Advertisement

2nd Felon Tied to Firm Involved in B of A Loss

Share
Times Staff Writer

A second felon has been named in court documents as a key figure in one of the insurance companies that guaranteed the faulty mortgage securities involved in the recent $95-million loss write-offs by BankAmerica Corp.

The man is Richard Ashley Parker, of Orange County, who was convicted in state court in 1982 of grand theft and securities fraud violations involving a scheme to establish a Bahamian spa.

Court files in the case state that the spa was billed as an outlet for a synthetic hormone called LHRH, “which some magazine articles claimed had a rejuvenation effect” and for which claims also were made that it “could cure human impotence and be used in animal husbandry.”

Advertisement

Parker, who is in his early 60s, is free on bond pending a March 21 hearing on his motion for a reduction of his three-year state prison sentence in Northern California.

Kent B. Rogers, convicted in a separate case unrelated to the BankAmerica situation, is the other felon who, according to suits brought by the states of Texas and Delaware, played a leading role in insurance for complex real estate financing deals that have resulted in huge losses for the nation’s largest bank.

Rogers, who this week began serving a six-month federal prison term at Lompoc, Calif., for a 1981 bankruptcy fraud conviction, has denied any wrongdoing in the BankAmerica case.

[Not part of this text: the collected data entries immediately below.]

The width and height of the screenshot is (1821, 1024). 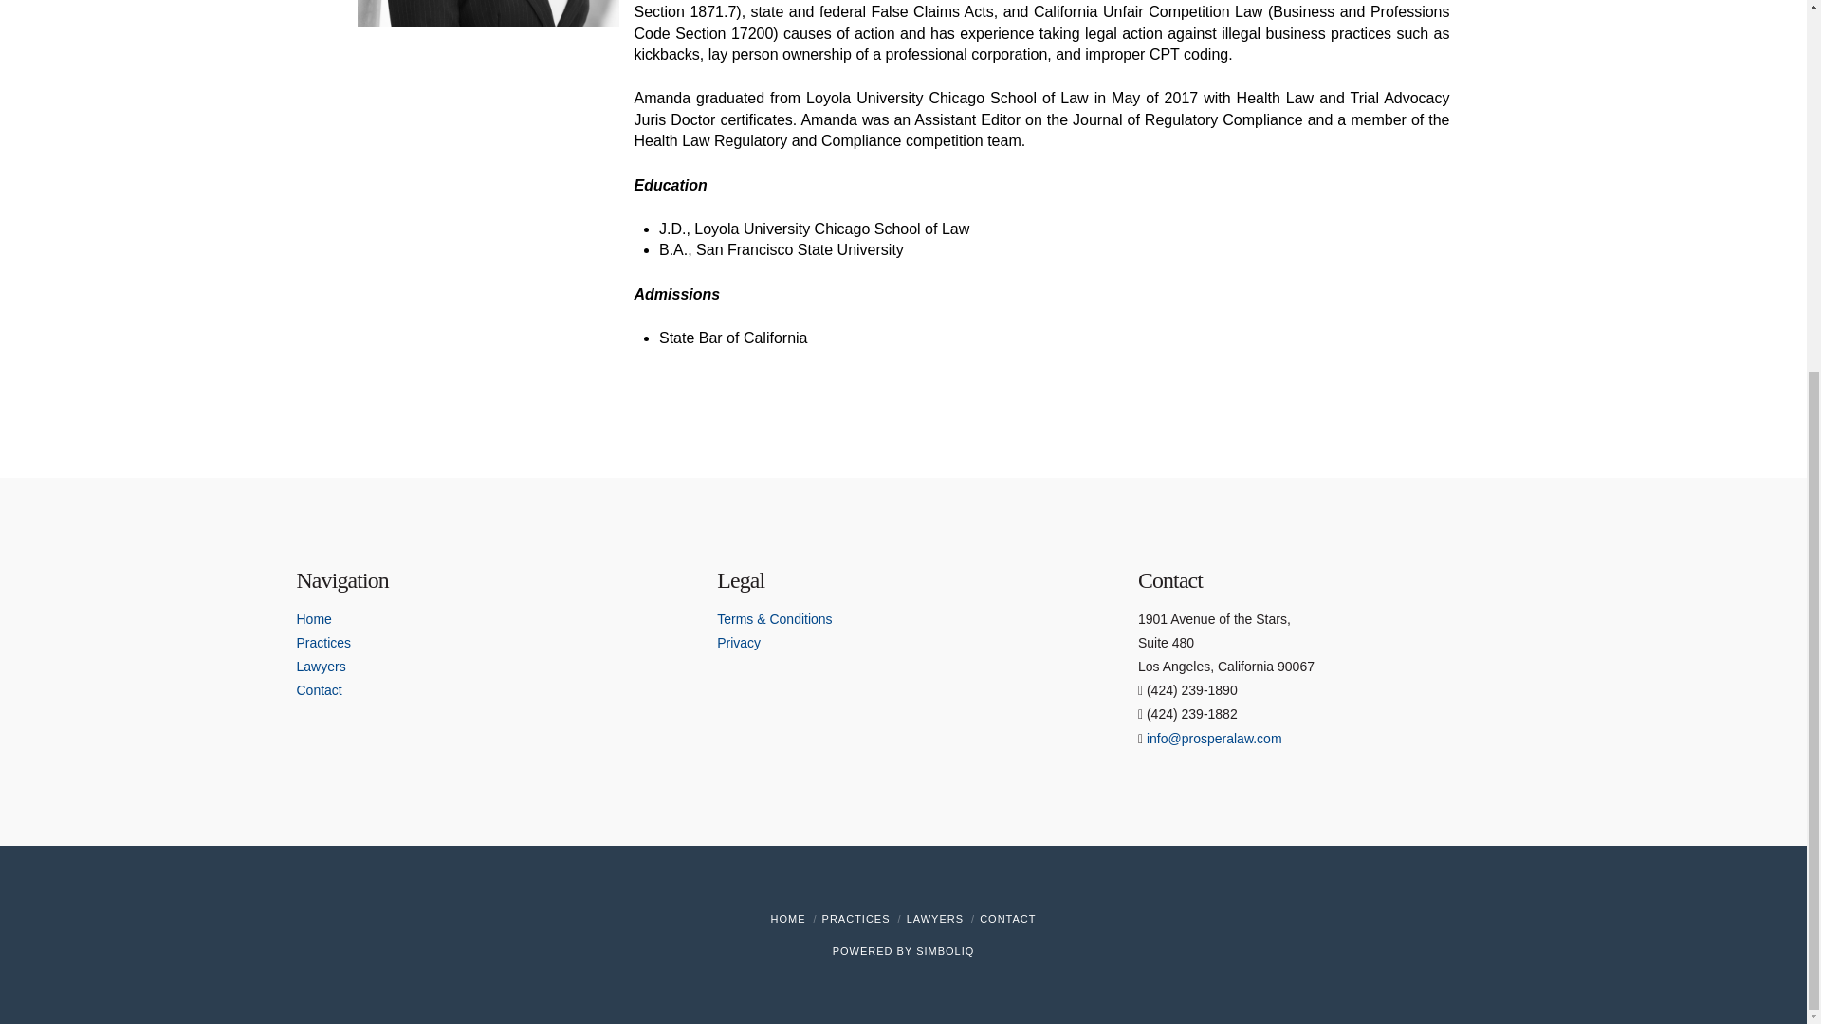 What do you see at coordinates (321, 666) in the screenshot?
I see `Lawyers` at bounding box center [321, 666].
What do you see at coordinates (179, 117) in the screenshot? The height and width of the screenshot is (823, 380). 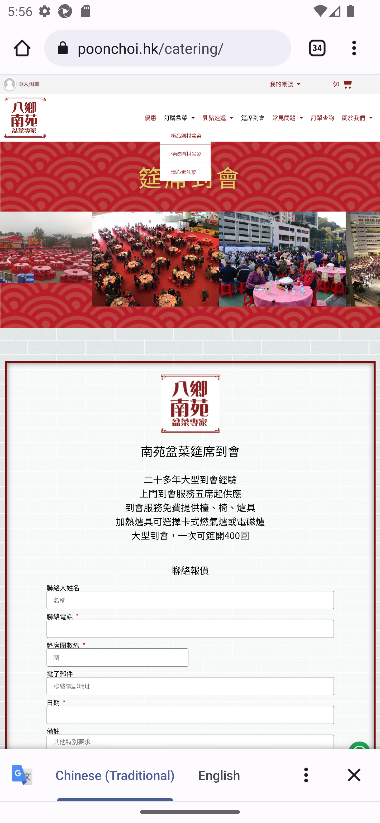 I see `訂購盆菜  訂購盆菜 ` at bounding box center [179, 117].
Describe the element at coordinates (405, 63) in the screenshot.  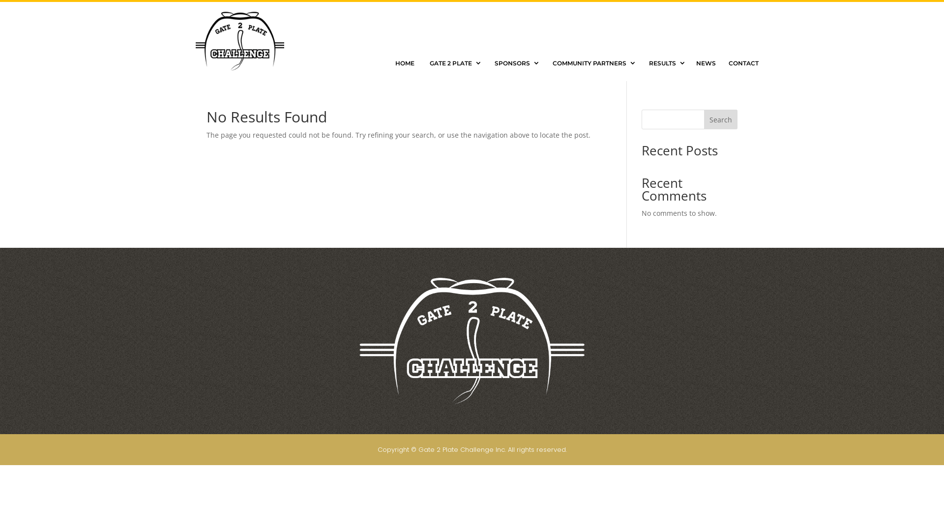
I see `HOME` at that location.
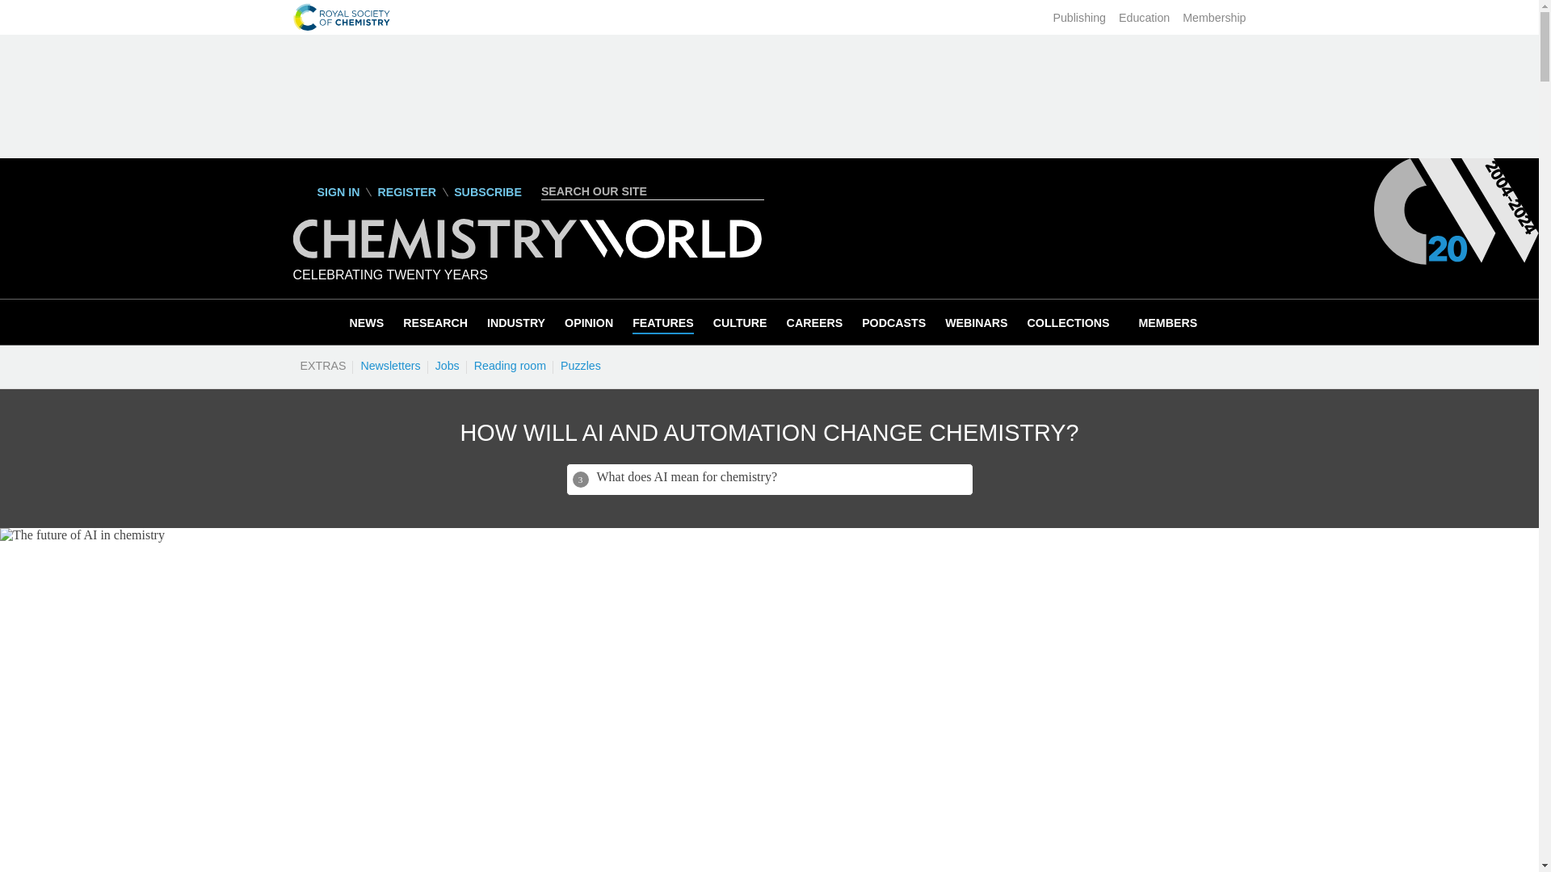 Image resolution: width=1551 pixels, height=872 pixels. I want to click on REGISTER, so click(406, 192).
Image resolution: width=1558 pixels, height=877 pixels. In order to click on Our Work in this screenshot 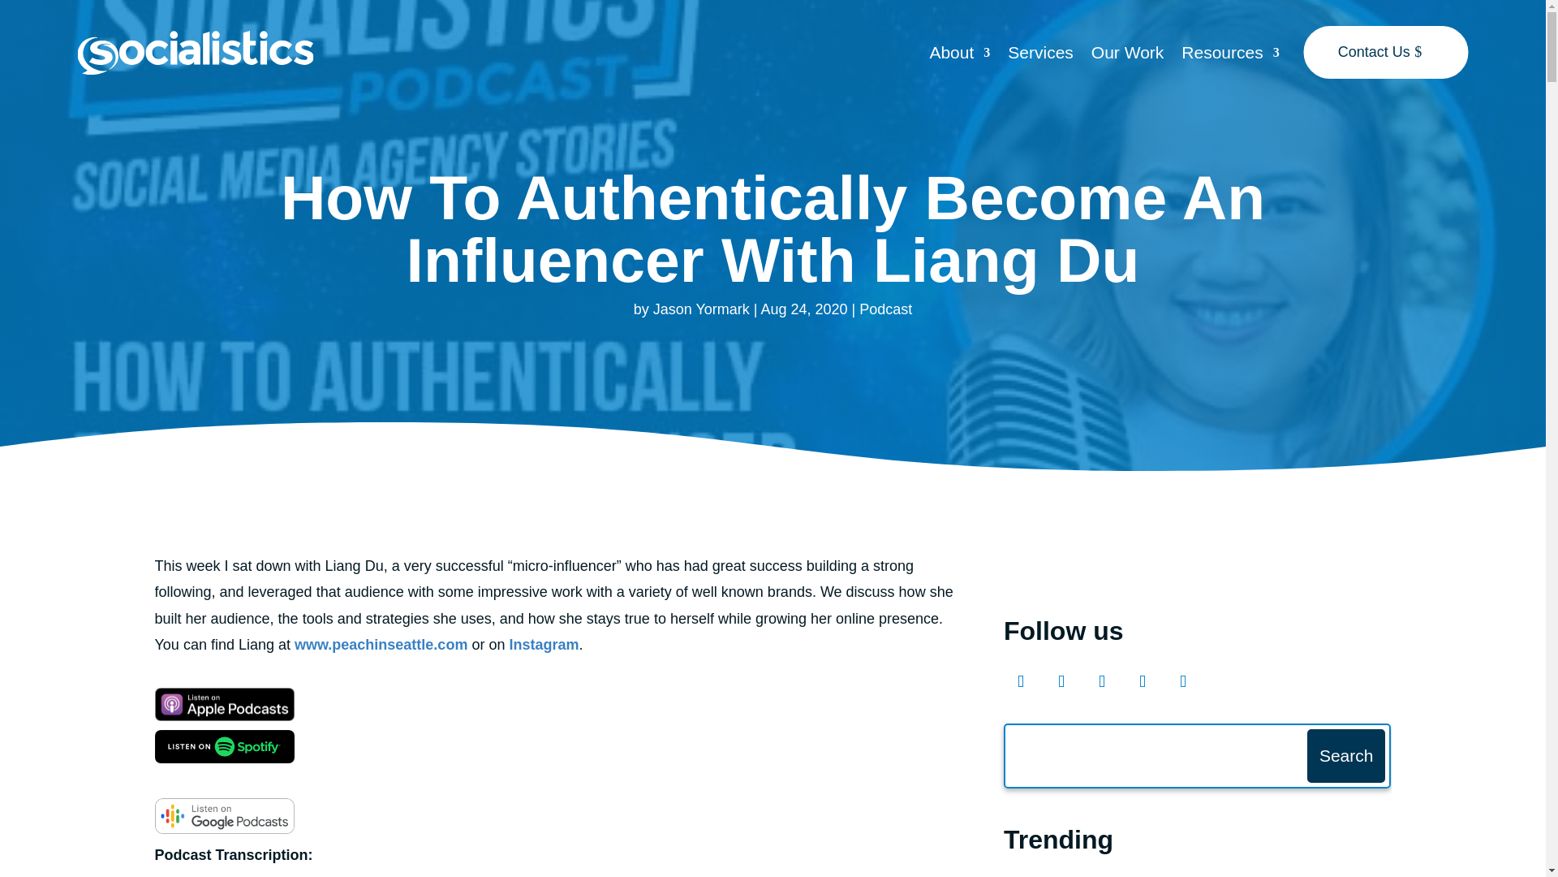, I will do `click(1128, 55)`.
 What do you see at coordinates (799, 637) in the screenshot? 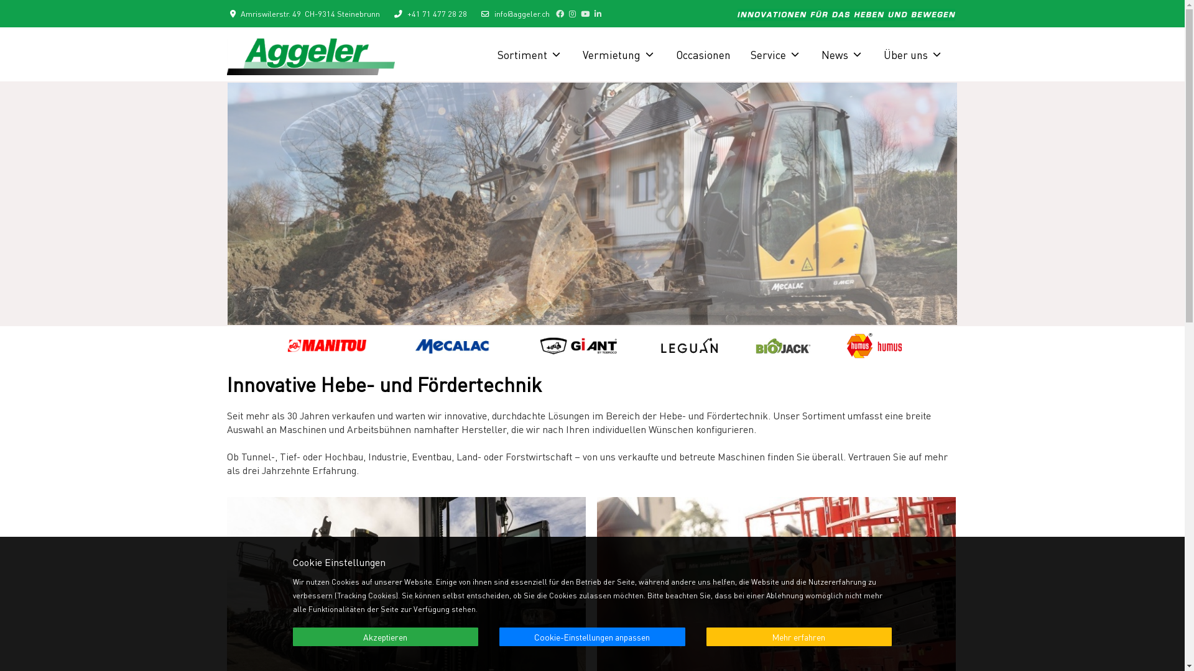
I see `Mehr erfahren` at bounding box center [799, 637].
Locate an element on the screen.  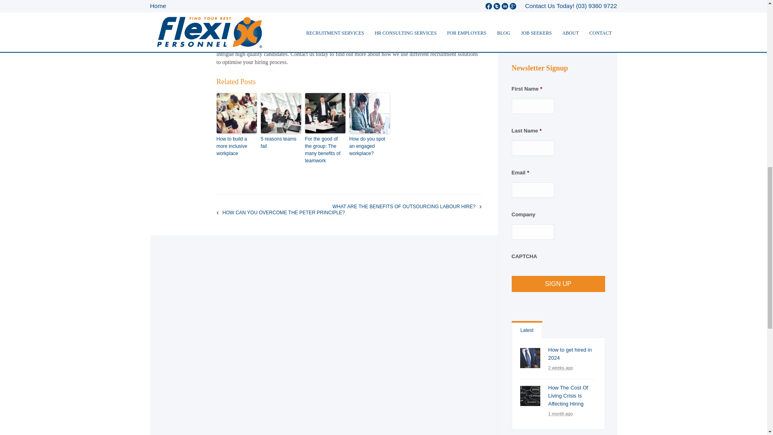
12-07-2024 is located at coordinates (560, 367).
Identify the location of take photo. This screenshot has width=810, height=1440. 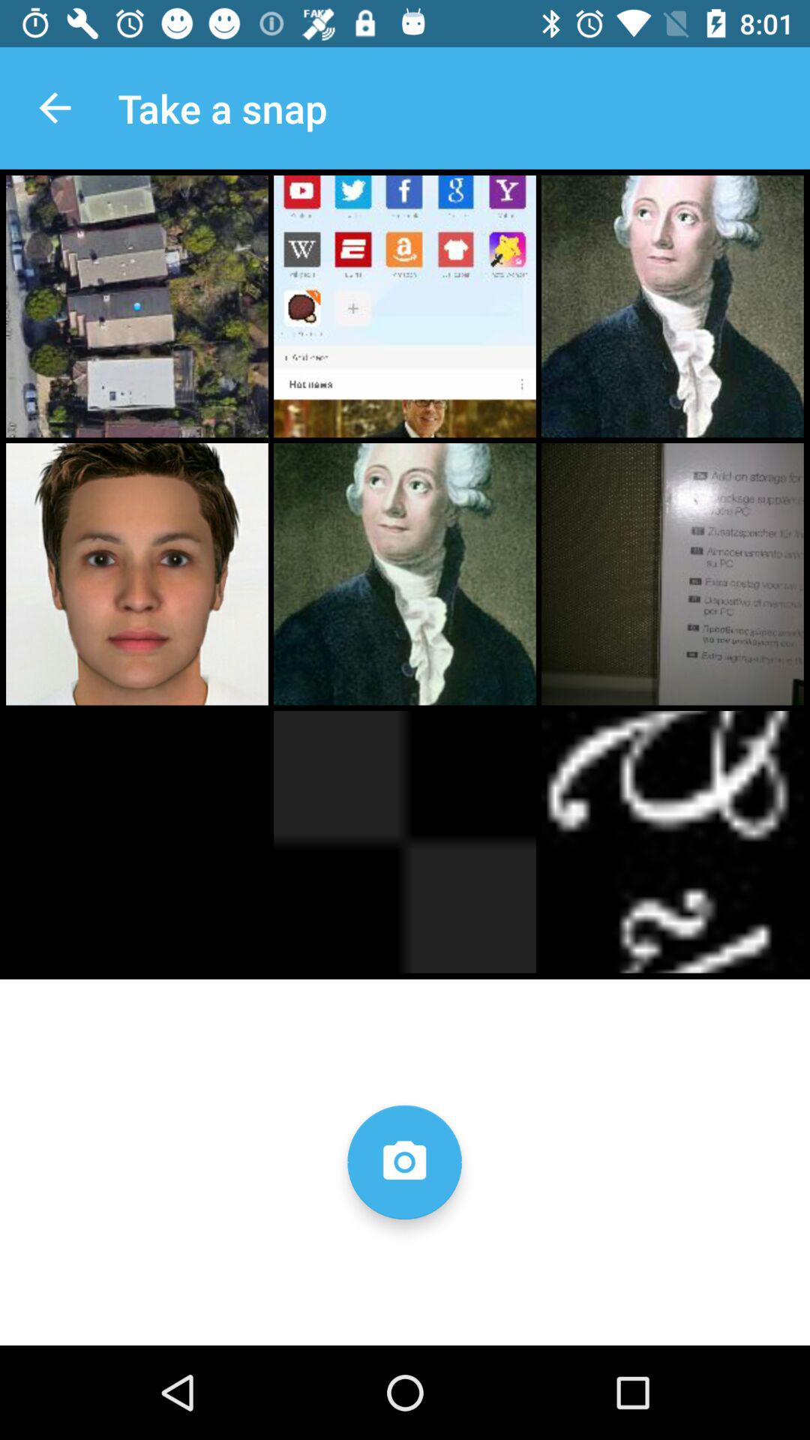
(404, 1163).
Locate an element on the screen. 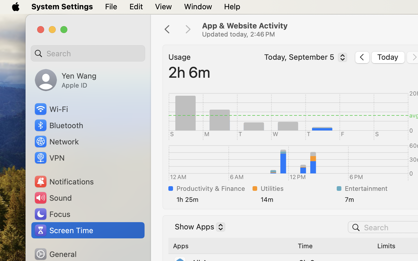  1h 25m is located at coordinates (213, 200).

Early last year, Parker was chairman of Pacific American Group Inc., the San Francisco-based parent of Pacific American Insurance Corp. of Delaware, according to a lawsuit filed recently in U.S. District Court in San Francisco by the liquidator of Dover Insurance Co. Ltd. of Bermuda, a Pacific American affiliate.

The Dover suit, as well as suits by insurance regulators in Texas and Delaware, allege that Rogers, through his Orange-based West Pac Corp. and a trust, gained control of the Pacific American firms shortly afterward, when they failed to repay $2.5 million in purported loans from West Pac. Rogers has denied that he exercised control over Pacific American Insurance.

In another suit, filed last August by the Texas receiver for Pacific American Insurance, a former officer of the company is quoted as saying that Rogers took control of the company’s headquarters in Salt Lake City last July, and that Parker accompanied him.

Advertisement

Rogers then created an “executive advisory committee” to run the company and designated Parker as his representative “to oversee general business policies and operations,” according to the statement by former officer Rolando I. Galano.

Parker, who was not a defendant in either lawsuit, could not be reached for comment Friday. A secretary at Rogers’ West Pac office said Parker would not be back until Monday.

The civil suit filed by Texas alleges that Rogers used West Pac and Pacific American Insurance as part of a fraudulent scheme to inflate the value of condominiums in Houston and use them as the basis for mortgages.

The mortgages provided collateral for securities sold as investments to savings institutions, the suit said. Bank of America was the escrow agent and trustee for the securities.

Parker has frequently been investigated by state and federal agencies. Hewas fined about a year ago when he pleaded guilty to federal securities fraud in a San Diego case.

He was in the national spotlight in 1975 when he sought to buy control of United Founders Life Insurance Co. of Oklahoma City, a company financed by the Teamsters Central States Pension Fund.

Advertisement

Oklahoma authorities turned down his bid after disclosure that the $750,000 he was to pay was obtained from a Nevada bank loan guaranteed by Las Vegas casino operator Morris Shenker.

According to the Dover lawsuit, published reports at the time cited “his close association and links with major organized crime figures and Mafia-related enterprises.”

The case in which he has been sentenced to prison stemmed from an investigation by the special prosecutions unit of the California attorney general and the state Department of Corporations. He was convicted June 22, 1982, after a four-week jury trial in Santa Clara Superior Court in San Jose. The state appeals court upheld his conviction on four felony charges.